The up metric in Prometheus is a binary indicator, 1 if the scrape was successful, 0 if it failed.
Let’s watch it in action. Imagine we have a target we’re trying to scrape, http://localhost:9090/metrics.
# On a separate terminal, running a simple HTTP server that exposes /metrics
python3 -m http.server 9090
Now, configure Prometheus to scrape it. In your prometheus.yml:
scrape_configs:
- job_name: 'local_test'
static_configs:
- targets: ['localhost:9090']
Start Prometheus. If everything is configured correctly, you’ll see up{job="local_test", instance="localhost:9090"} 1.
If you stop the Python server:
# Press Ctrl+C in the terminal running the Python server
Within seconds, Prometheus will try to scrape and fail. The up metric for that target will drop to 0.
up{job="local_test", instance="localhost:9090"} 0
This simple metric is the most fundamental indicator of Prometheus’s ability to reach and retrieve data from your targets. It’s the first line of defense in understanding your monitoring system’s health.
The up metric is generated by Prometheus itself, not by the target being scraped. When Prometheus attempts to scrape a target, it records the outcome. A successful scrape (HTTP status code 2xx or 3xx) results in up being 1. Any failure – network error, timeout, non-2xx/3xx status code – sets up to 0.
The real power comes from querying this metric. To see all targets that are currently down:
up == 0
To alert when a specific service has been down for more than 5 minutes:
alert: ServiceDown
expr: up == 0
for: 5m
labels:
severity: critical
annotations:
summary: "Instance {{ $labels.instance }} down"

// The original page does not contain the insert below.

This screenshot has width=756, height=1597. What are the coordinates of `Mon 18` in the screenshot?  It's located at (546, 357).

description: "{{ $labels.instance }} of job {{ $labels.job }} has been down for more than 5 minutes."
This alert uses the for: 5m clause, meaning the condition up == 0 must be true for a continuous duration of 5 minutes before the alert fires. This prevents flapping alerts for transient network glitches.

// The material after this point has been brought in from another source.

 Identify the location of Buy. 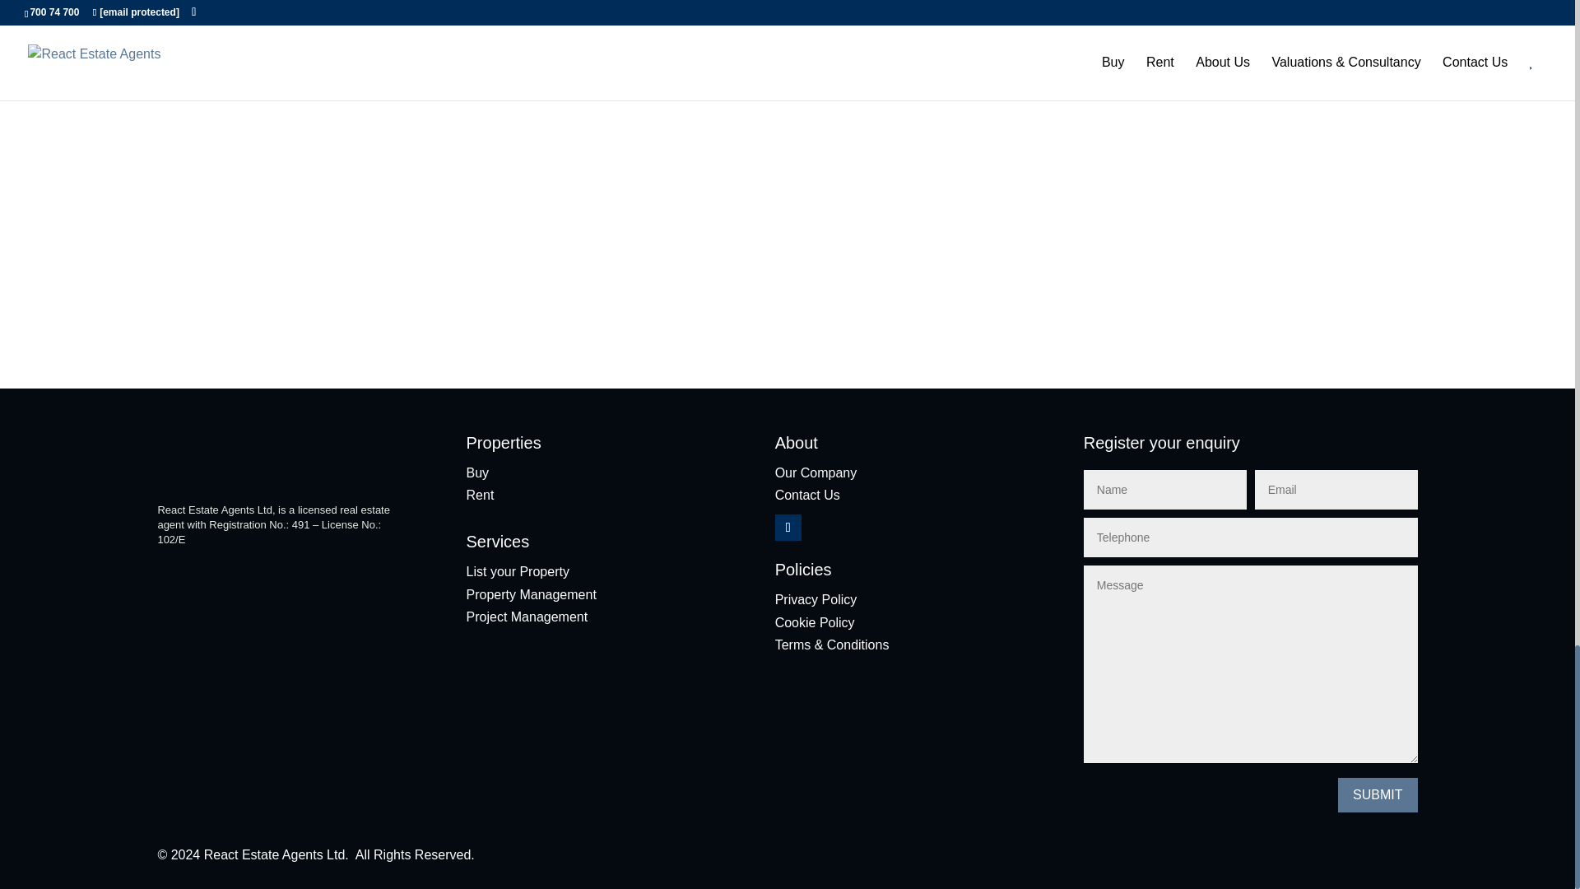
(477, 472).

Understanding up is crucial for building reliable monitoring. It tells you if Prometheus can even talk to your application’s metrics endpoint. A sea of 0s here means your Prometheus setup isn’t collecting any data, regardless of how well your applications are instrumented.
The up metric is essential for Service Discovery. When Prometheus uses dynamic service discovery (like Kubernetes, Consul, or EC2), it discovers targets. The up metric is then immediately associated with these discovered targets, allowing you to monitor the health of your dynamically managed infrastructure. If a pod in Kubernetes restarts, Prometheus will detect the IP address change and start scraping the new pod, with up reflecting its immediate availability.
A common pitfall is mistaking up == 0 for a problem within the target application. While a target being down often is a symptom of an application issue, the up metric itself is a statement about Prometheus’s connectivity to that target. The target might be perfectly healthy but unreachable due to network policy, firewall rules, or Prometheus itself being misconfigured to point to the wrong address.
Consider the scrape configuration itself. If you have scrape_interval: 15s and evaluation_interval: 10s, an up == 0 state will be detected by Prometheus and potentially trigger an alert within 10-25 seconds of the initial scrape failure. This rapid feedback loop is key to operational agility.
When you query up, you’ll notice labels like job and instance are automatically attached. These are crucial for distinguishing which target is failing. If you have multiple instances of a service, up will show 0 for each individual failing instance.
The up metric is a simple boolean, but its implications are vast. It’s the bedrock of your monitoring’s observability. Without it, you’re flying blind, unable to tell if your monitoring system is even operational.
The next logical step after ensuring all your targets are up is to investigate the quality of the data being scraped, which involves looking at metrics from your targets themselves.